# Stored records:
--------
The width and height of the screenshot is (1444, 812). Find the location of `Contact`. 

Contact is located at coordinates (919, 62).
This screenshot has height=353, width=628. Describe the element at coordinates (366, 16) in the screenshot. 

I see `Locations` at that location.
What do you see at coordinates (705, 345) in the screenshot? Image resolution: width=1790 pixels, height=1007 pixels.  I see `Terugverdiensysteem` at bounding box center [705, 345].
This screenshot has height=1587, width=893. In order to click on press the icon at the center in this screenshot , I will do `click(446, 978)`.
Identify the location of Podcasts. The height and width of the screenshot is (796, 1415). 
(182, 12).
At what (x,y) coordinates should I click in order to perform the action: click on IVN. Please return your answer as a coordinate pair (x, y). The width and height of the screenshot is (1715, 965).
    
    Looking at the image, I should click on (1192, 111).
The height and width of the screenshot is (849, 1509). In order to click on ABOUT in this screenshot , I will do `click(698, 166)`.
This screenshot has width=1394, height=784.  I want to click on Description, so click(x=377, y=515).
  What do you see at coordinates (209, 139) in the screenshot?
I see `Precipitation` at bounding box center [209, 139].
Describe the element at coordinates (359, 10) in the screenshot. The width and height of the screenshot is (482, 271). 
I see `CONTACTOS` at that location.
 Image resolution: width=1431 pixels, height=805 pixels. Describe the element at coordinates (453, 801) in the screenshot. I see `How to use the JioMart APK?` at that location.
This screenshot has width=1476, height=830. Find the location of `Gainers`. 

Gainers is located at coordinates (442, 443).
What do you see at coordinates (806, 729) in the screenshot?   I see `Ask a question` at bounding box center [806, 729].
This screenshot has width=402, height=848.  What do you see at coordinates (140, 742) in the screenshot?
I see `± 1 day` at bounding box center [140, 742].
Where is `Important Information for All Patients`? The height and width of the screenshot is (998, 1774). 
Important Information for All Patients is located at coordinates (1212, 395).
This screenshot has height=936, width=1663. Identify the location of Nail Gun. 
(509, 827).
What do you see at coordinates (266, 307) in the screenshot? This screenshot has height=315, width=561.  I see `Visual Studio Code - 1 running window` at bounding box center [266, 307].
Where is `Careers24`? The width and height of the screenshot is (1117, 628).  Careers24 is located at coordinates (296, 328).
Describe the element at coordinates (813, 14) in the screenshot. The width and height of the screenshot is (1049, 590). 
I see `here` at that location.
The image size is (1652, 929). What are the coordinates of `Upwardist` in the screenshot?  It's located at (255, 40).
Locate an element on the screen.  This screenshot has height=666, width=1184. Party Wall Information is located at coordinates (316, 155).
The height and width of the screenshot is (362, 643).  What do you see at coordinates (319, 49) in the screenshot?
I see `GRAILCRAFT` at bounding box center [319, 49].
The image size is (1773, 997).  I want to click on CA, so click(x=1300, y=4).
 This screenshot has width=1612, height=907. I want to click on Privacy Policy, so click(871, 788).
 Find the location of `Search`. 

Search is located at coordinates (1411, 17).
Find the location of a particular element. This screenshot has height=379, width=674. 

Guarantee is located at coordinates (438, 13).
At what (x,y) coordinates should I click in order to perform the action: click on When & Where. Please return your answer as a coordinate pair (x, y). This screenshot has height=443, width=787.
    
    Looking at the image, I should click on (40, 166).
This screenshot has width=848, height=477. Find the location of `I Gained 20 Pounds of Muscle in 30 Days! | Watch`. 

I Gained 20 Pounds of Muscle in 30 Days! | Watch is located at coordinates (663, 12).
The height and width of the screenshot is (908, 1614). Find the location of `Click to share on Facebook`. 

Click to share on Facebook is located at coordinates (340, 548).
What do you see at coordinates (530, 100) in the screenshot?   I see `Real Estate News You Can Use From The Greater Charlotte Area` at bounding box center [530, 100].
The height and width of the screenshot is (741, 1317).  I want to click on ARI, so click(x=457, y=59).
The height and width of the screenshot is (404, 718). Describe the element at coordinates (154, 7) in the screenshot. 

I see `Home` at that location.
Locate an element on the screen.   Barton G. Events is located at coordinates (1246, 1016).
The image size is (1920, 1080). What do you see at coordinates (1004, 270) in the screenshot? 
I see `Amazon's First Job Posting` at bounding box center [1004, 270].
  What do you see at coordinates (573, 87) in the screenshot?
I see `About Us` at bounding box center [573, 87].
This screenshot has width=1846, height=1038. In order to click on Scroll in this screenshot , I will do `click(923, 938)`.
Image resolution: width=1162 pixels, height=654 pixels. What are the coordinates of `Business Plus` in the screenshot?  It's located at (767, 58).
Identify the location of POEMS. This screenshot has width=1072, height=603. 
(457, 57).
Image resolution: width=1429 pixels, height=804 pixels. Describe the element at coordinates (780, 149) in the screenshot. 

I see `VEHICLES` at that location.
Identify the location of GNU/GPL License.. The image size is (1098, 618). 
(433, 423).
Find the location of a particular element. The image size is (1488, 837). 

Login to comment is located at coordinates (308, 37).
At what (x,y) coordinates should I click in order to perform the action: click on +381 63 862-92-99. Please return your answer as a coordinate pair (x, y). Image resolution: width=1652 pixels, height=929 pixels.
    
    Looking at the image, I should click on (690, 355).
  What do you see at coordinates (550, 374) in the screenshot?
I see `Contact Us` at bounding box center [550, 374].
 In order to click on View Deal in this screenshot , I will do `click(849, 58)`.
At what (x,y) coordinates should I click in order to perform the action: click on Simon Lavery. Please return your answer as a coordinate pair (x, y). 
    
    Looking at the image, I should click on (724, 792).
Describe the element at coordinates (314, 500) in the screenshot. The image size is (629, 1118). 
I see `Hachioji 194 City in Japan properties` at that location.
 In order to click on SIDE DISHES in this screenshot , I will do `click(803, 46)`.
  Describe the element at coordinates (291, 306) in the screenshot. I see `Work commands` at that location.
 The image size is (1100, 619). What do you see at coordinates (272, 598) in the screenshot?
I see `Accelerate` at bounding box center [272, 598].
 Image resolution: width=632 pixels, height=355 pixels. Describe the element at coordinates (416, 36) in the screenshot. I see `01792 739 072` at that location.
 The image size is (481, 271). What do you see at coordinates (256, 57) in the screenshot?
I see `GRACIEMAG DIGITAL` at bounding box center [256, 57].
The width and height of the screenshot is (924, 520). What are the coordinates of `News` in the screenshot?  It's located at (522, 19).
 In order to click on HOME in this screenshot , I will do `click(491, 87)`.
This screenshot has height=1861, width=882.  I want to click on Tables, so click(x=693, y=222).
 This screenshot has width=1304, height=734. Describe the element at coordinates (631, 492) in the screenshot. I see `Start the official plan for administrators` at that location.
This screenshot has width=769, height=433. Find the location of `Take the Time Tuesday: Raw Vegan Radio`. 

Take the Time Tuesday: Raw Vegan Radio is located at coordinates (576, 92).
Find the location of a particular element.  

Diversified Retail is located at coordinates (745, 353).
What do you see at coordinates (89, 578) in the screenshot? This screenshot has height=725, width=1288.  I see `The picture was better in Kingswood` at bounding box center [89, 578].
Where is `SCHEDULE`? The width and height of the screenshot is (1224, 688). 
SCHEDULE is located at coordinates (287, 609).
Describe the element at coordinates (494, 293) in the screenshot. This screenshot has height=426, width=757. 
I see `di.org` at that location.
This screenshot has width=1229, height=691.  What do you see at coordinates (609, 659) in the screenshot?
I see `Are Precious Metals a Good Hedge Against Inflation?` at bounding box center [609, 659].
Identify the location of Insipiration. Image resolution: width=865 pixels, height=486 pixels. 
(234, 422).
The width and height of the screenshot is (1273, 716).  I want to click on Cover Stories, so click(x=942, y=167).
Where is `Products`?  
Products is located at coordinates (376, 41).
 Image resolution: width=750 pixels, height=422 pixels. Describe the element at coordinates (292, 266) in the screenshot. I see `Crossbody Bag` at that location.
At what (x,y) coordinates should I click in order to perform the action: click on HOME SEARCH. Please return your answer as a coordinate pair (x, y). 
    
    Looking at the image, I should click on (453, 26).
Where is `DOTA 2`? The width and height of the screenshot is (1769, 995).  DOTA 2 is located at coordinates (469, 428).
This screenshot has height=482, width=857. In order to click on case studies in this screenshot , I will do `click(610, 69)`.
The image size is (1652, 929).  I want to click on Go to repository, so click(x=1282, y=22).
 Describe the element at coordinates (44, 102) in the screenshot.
--------
# ASSIGNMENT:
From the preceding records, count the lines where "News" occurs and reply with the number only.

# RESULT OF THIS TASK:
2